Your instructions. Go to the line that contains "Identify the location of Postage", then write out that line and all that follow to the end of the listing, exactly and without pictures.
◇ ◇ ◇ ◇ ◇ ◇ ◇
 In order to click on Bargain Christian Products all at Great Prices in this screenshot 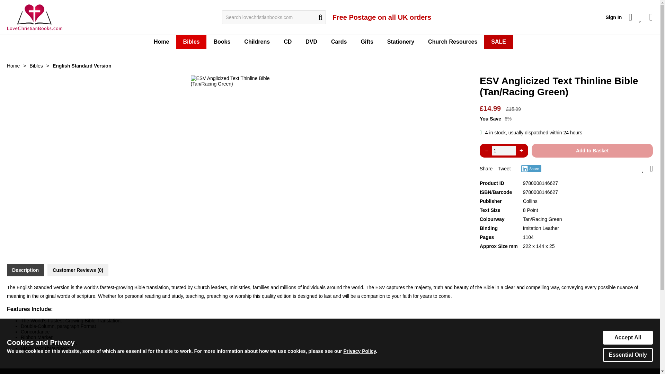, I will do `click(498, 42)`.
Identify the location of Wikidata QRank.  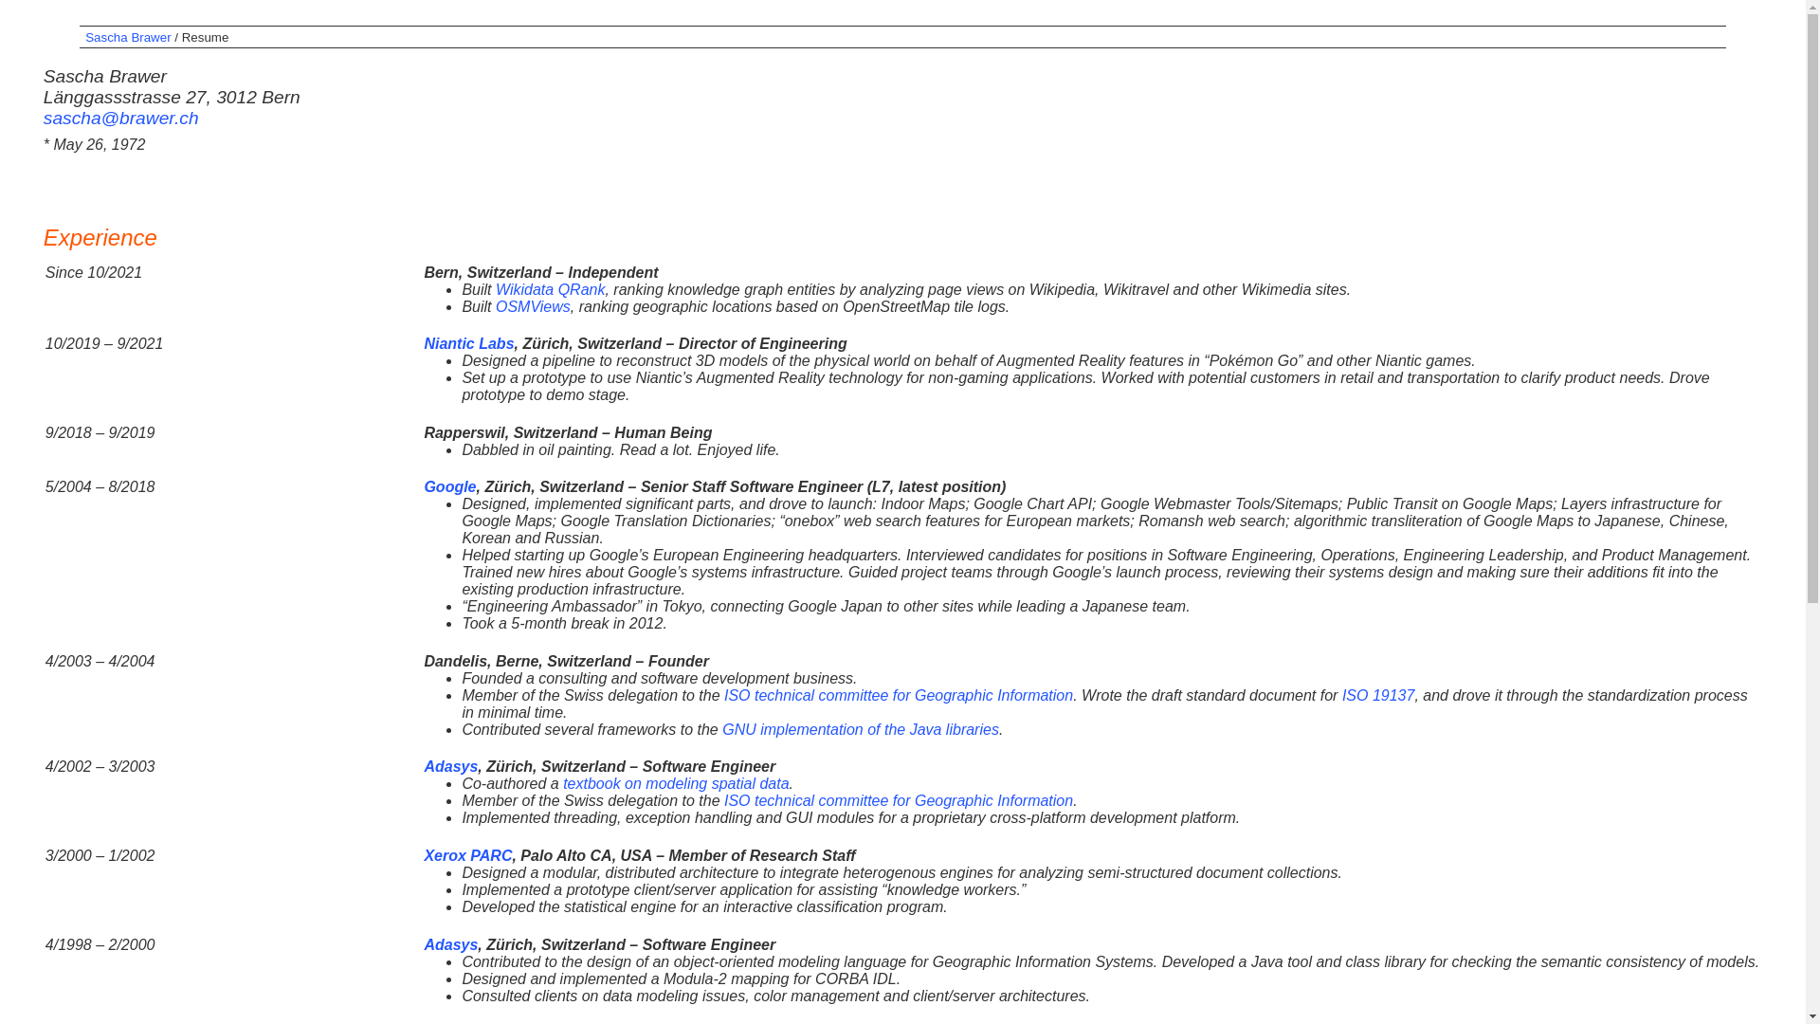
(550, 290).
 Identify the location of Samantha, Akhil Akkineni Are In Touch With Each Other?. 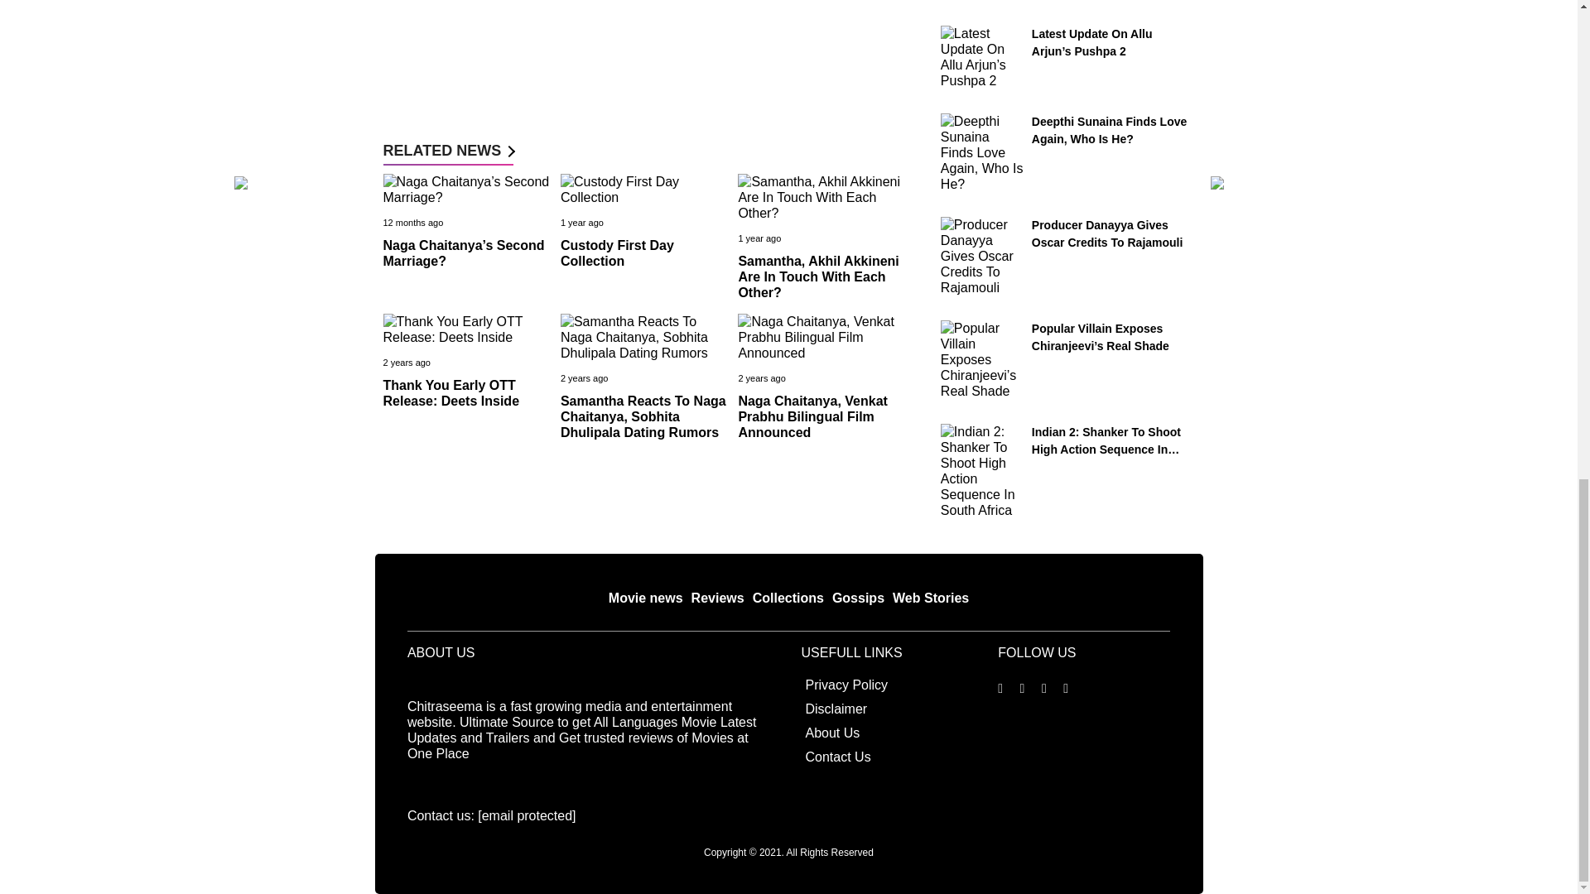
(817, 277).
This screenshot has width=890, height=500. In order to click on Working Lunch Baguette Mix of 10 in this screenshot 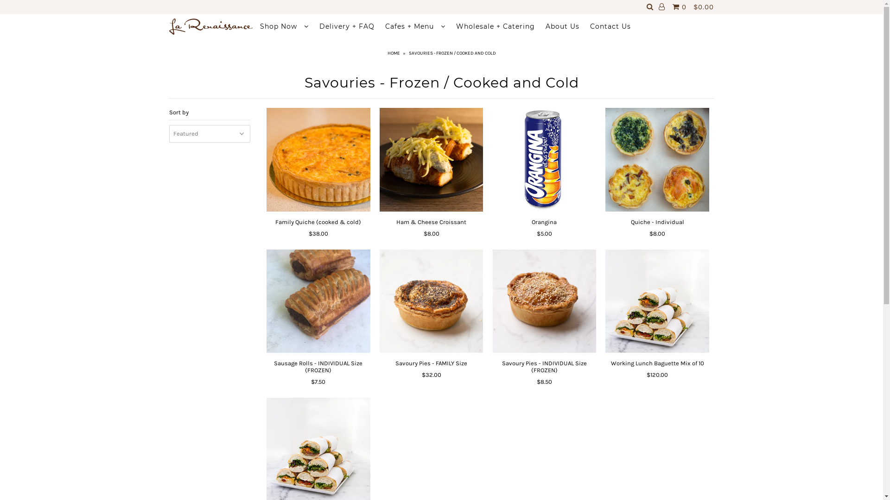, I will do `click(657, 363)`.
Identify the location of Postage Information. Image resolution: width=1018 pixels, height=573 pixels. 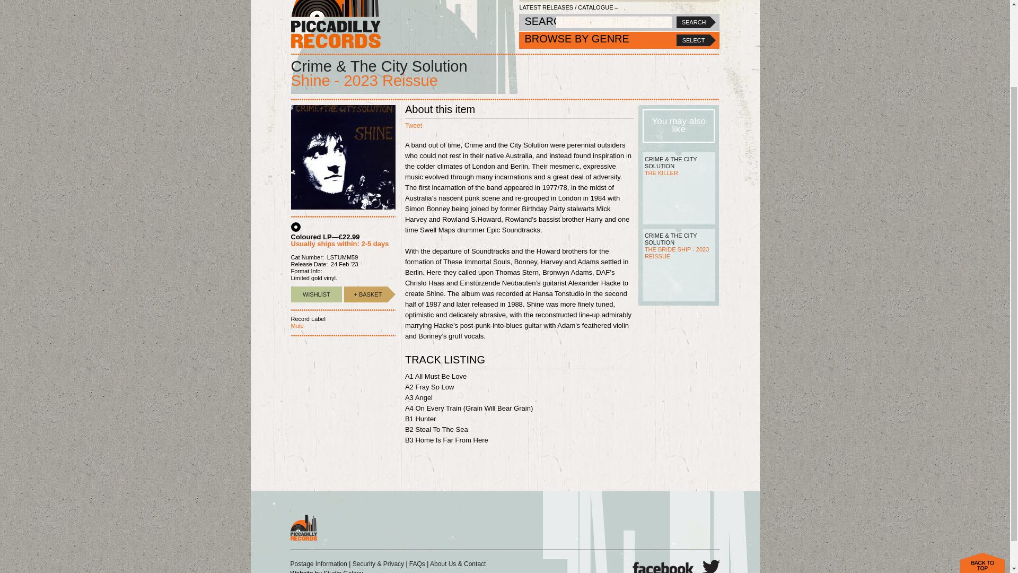
(318, 564).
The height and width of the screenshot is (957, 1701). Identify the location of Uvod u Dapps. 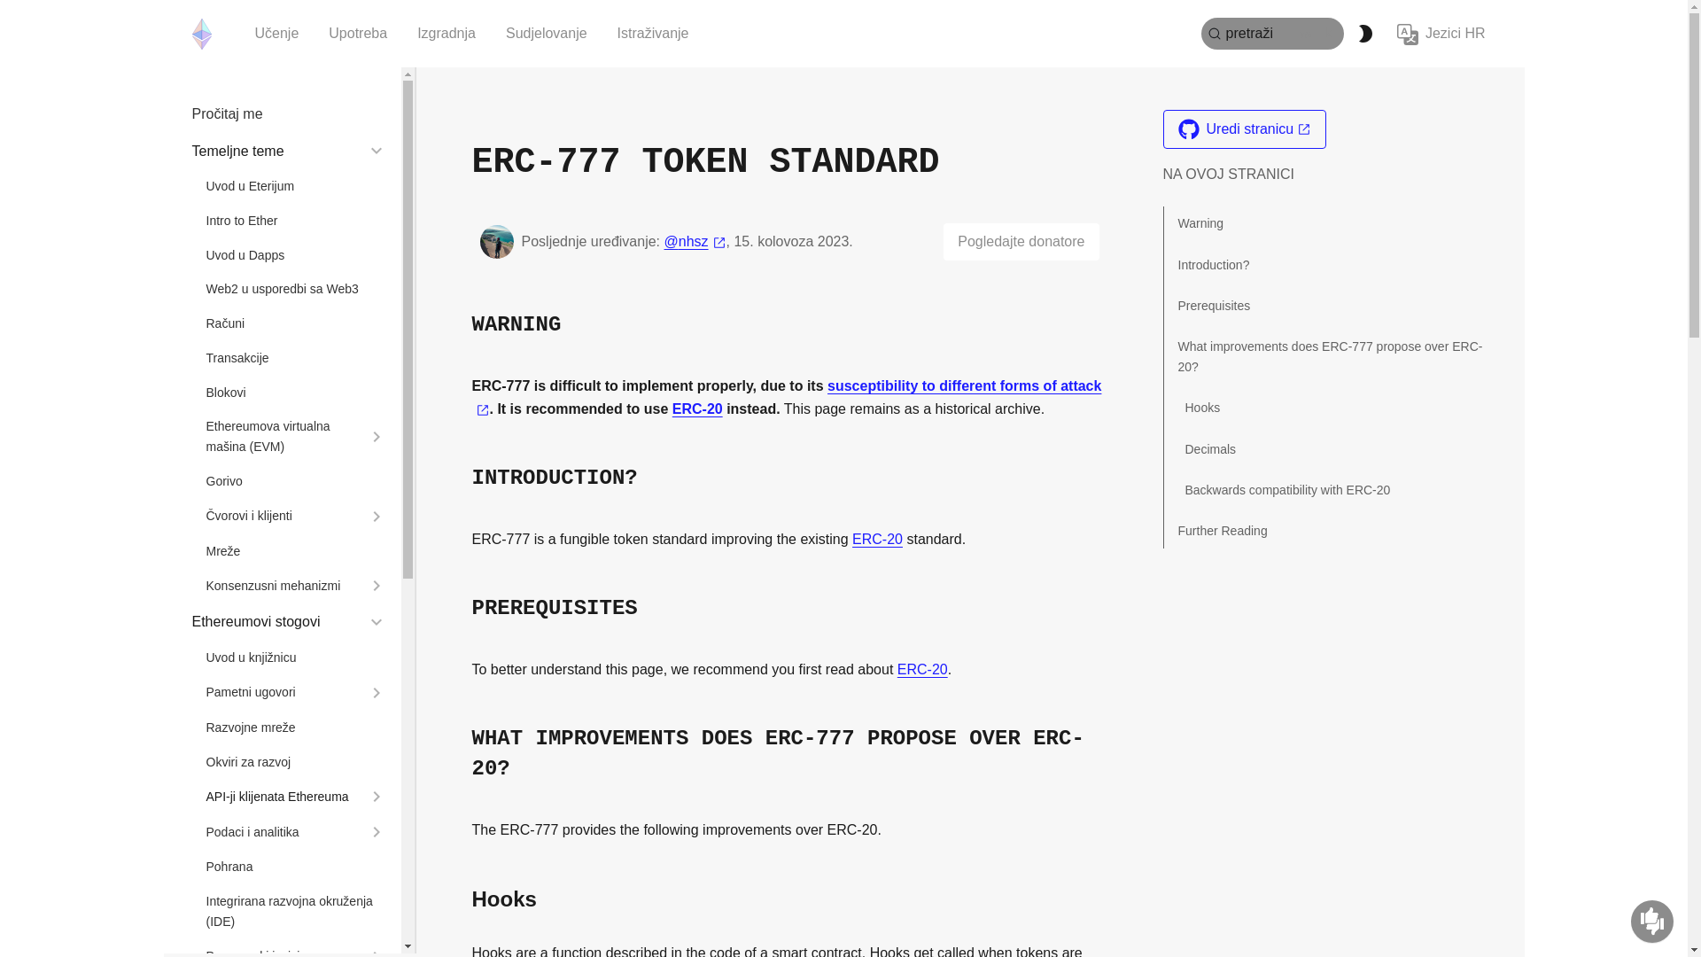
(296, 255).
◇ ◇ ◇ ◇ ◇ ◇ ◇
Solution for this exercise.
Identify the location of Postage Information. Image resolution: width=1018 pixels, height=573 pixels. 
(318, 564).
The height and width of the screenshot is (957, 1701). Identify the location of Uvod u Dapps. 
(296, 255).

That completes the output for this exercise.